At his current pace, it is only a matter of years before Will Ferrell, and Hollywood in general, mines the entire wide world of sports for satirical orecan parodies of jai alai and Australian Rules Football be far behind? Unfortunately, the only semi-original aspect about Semi-Pro, Ferrell’s laborious ode to the latter days of the American Basketball Association, is the conspicuous fact that it is the first R-rated Ferrell-starring vehicle since Old School, a change undoubtedly fueled more by Judd Apatow emulation than creative inspiration.
Like Blades of Glory and Talladega Nights before it, Semi-Pro‘s premise is far funnier than its presentation. Set in the mid-1970s, Ferrell plays Jackie Moon, a faded pop music crooner who parlayed royalties from his lone hit, “Love Me Sexy,” into purchasing the fictional Flint Michigan Tropics. Jackie whiles away his days as owner-coach-player-PA announcer for the fledging ABA franchise. When the league announces plans to merge four teams into the NBA and disband the rest, Jackie faces the double-whammy of having to win plus attract fans in order to save his team.

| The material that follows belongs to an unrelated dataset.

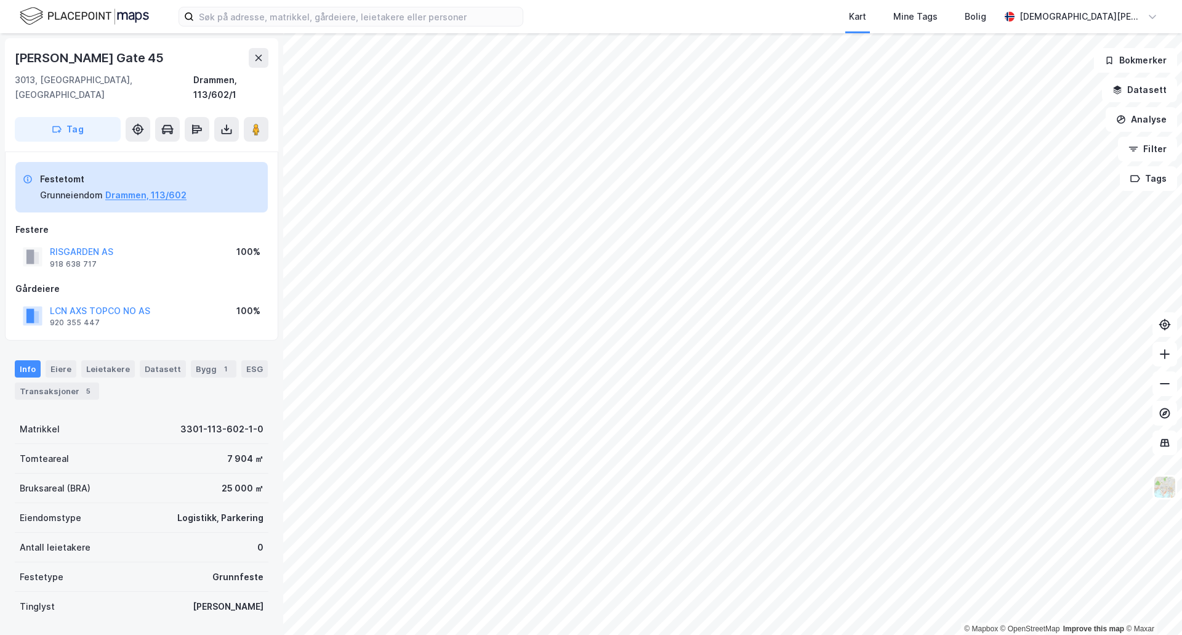 The image size is (1182, 635). I want to click on div: Festetype, so click(41, 577).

There is lots of red meat here for the Ferrell fan base even if he continues to spend most scenes rambling on in search of a punch line. Ferrell wisely shares the limelight with his supporting cast, including André Benjamin as star guard Clarence ‘Coffee’ Black and Woody Harrelson as a washed-up ex-NBAer looking for one last chance at redemption.
Beyond the setup, however, the jokes are as musty as a gym locker. Writer Scot Armstrong, whose last two screenplay credits are The Heartbreak Kid and School for Scoundrels, runs out of ideas less than halfway through, leaving a void that Ferrell fills with his trademark paunchy lout persona. A few guffaws float to the top, most of them generated by Will Arnett and Andrew Daly as the Tropics’ tightly wound TV announcing team. However, the rest of the film reflects the gist of its title. Neil Morris
Semi-pro opens Friday throughout the Triangle.

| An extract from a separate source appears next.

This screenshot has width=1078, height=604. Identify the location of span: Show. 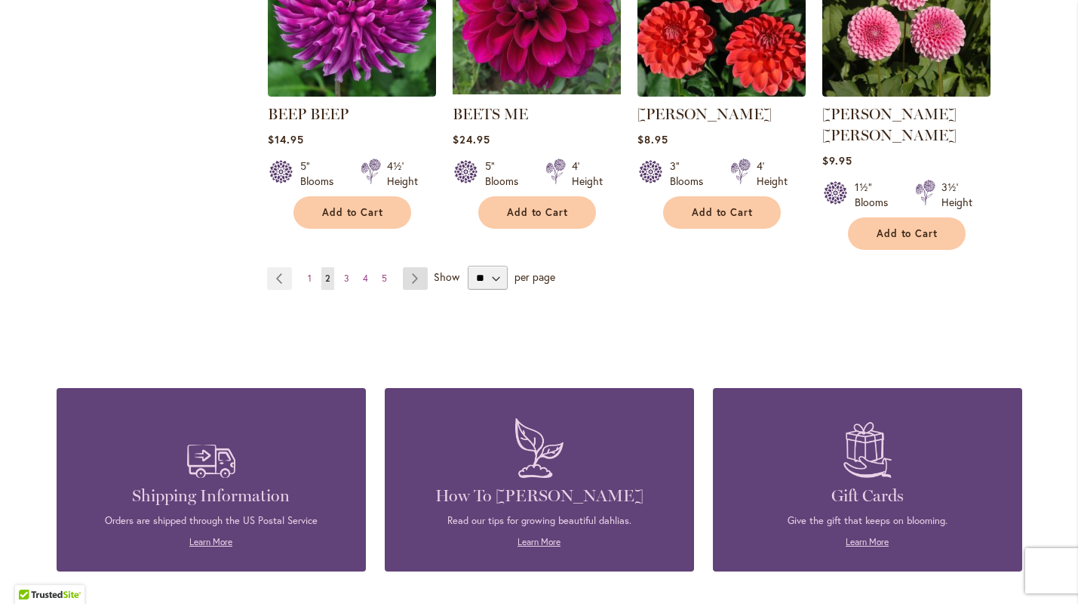
(447, 276).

Jodhaa Akbar is set amid a spectacle of 16th-century Mughal empire power and glory. Director Ashutosh Gowariker (Lagaan) personalizes a complicated web of princely state conquests and alliances by focusing on an apocryphal love story between the Muslim emperor Akbar and his Hindu princess, Jodhaa.
Historical movies can be a bit stiff, the actors muffled by their weighty costumes and historical gravitas. Hrithik Roshan as the emperor (introduced bronco busting an elephant) and Aishwarya Rai Bachchan as the fiery Jodhaa inspire sighs in midst of all the pageantry. Stunt coordinator Ravi Dewan orchestrated 5,000 extras, 250 stunt men and a screen full of elephants and camels into startling battle scenesreal life is cheaper than CGI in India. Hrithik reorients his dancing skills for some thrilling swordfights worthy of Errol Flynn. Neeta Lulla created a stunning array of embellished clothes and weighty ornaments; stylish Akbar even wears his pearls into battle. The music by A. R. Rahman is mostly an underscore, with few lip-synched songs.
Jodhaa Akbar is gorgeous, but it has a political agenda, too: Hindu-Muslim unity alone guarantees the future of an enlightened state. Both faiths have some divine inspiration along the way, but Akbar does not find his religion so fragile that it’s threatened by Jodhaa’s. Muslim hardliners will eventually be exiled to Mecca, where they can presumably meditate on their duty to Islam.
When the glow of national religious unity shines from the faces of two of the most gorgeous people on the planet, who can say no to World Peace Through Bollywood? At $10 million, this film, pricey by Indian standards, was released with a record 115 prints in stateside theaters. Judging by the lines at the Galaxy, it’s no surprise this three-hour and 38-minute epic landed in the U.S. top 20 last week. Be sure to eat in advance, or bring money for the snack bar samosas. Laura Boyes
Jodhaa Akbar is now playing at Galaxy Cinema.